Interoperability in the Digital World:
Open Standards, Open Source, Property Rights and Markets

Grand Hotel Duomo
Milan, Italy
February 11, 2005

The Progress & Freedom Foundation will have President Ray Gifford and Senior Fellows James DeLong, Tom Lenard and Solveig Singleton in Milan, Italy, on February 11th, for an all-day conference titled "Interoperability in the Digital World: Open Standards, Open Source, Property Rights and Markets." The event, co-hosted by PFF with Istituto Bruno Leoni, will be held at the Grand Hotel Duomo, in the heart of one of Europe 's most industrious cities. The focus of the conference will be discussing efforts by private industry to find a middle ground between exclusive control and total openness in digital age standards.

The Istituto Bruno Leoni (IBL) is a nonpartisan research and educational center of classical liberalism. Named after the great law scholar Bruno Leoni (1913-1967), an Italian giant in the classical liberal tradition, the Institute seeks a radical shift of the intellectual climate in Italy . The mission of IBL is to restore a high place for theory in the social sciences, encourage a revival of critical sense, promote the free and enterprising commonwealth, and counter the political philosophy of statism in all its forms.

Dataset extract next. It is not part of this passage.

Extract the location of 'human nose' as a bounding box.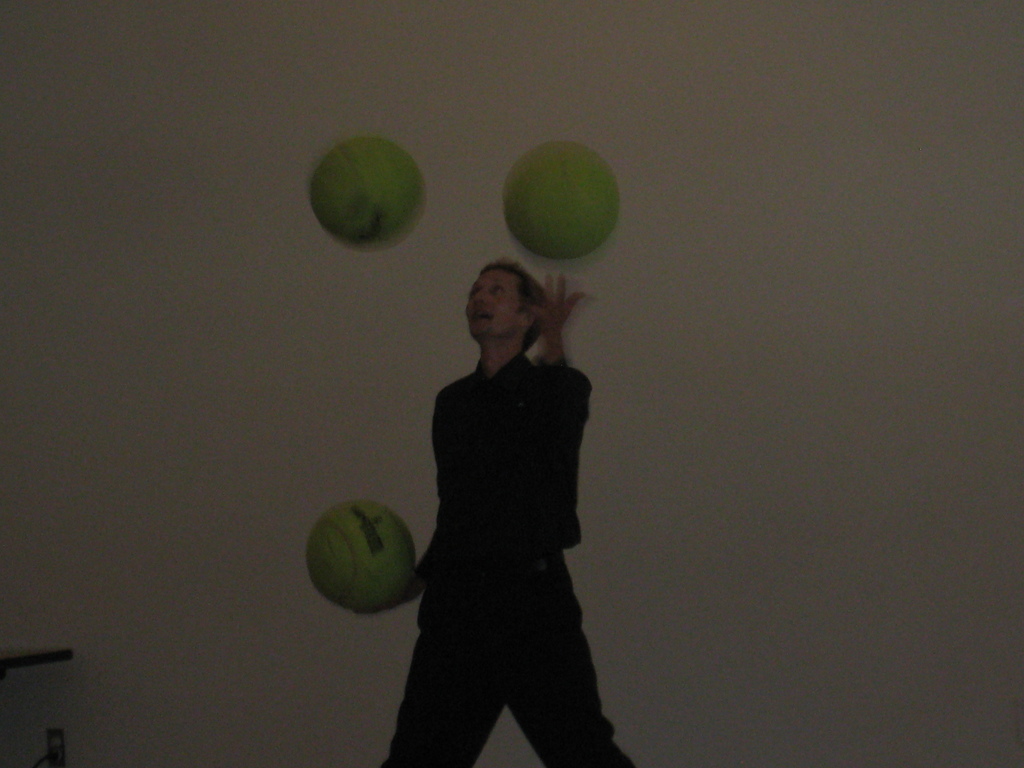
(470,290,488,301).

IBL propose effective public policies for enhancing Italian and European competitiveness and growth through freedom in the fields of antitrust and competition policies, environmental issues, globalization, healthcare. Thanks to the energy of its dynamic staff, IBL has rapidly gained credit as one of the most respected Italy 's public policy institution. IBL enjoys widespread attention in the Italian media. IBL's Board of Trustees is composed by Carol Erickson Martino, Franco Forlin, Galeazzo Scarampi del Cairo, Adriano Teso, Tito Tettamanti. IBL's Honorary President is economist Sergio Ricossa, former Vice President of the Mont Pelerin Society. In 2004, IBL was awarded a Templeton Award for Institute Excellency from the Atlas Economic Research Foundation.

European policymakers in recent years have been wrestling with intellectual property in the digital age, and their actions affect not only hundreds of millions of Europeans but the global digital economy. Some groups have pushed for policymakers to mandate the use of open source or other interconnection mechanisms. This approach recognizes only half the problem, the need for openness, while ignoring the need to maintain incentives for innovation and investment. In practice, the approach may also frustrate interoperability because its very openness encourages tweaking and forking, which can result in version proliferation and incompatibility.

A superior route relies on the creativity of private companies acting within free markets, with governments playing their classic role of defining and enforcing property rights and protecting the integrity of the market. In this approach, the business world is free to develop its own routes to interoperability and openness, relying on standard-setting processes, contracts, and property rights.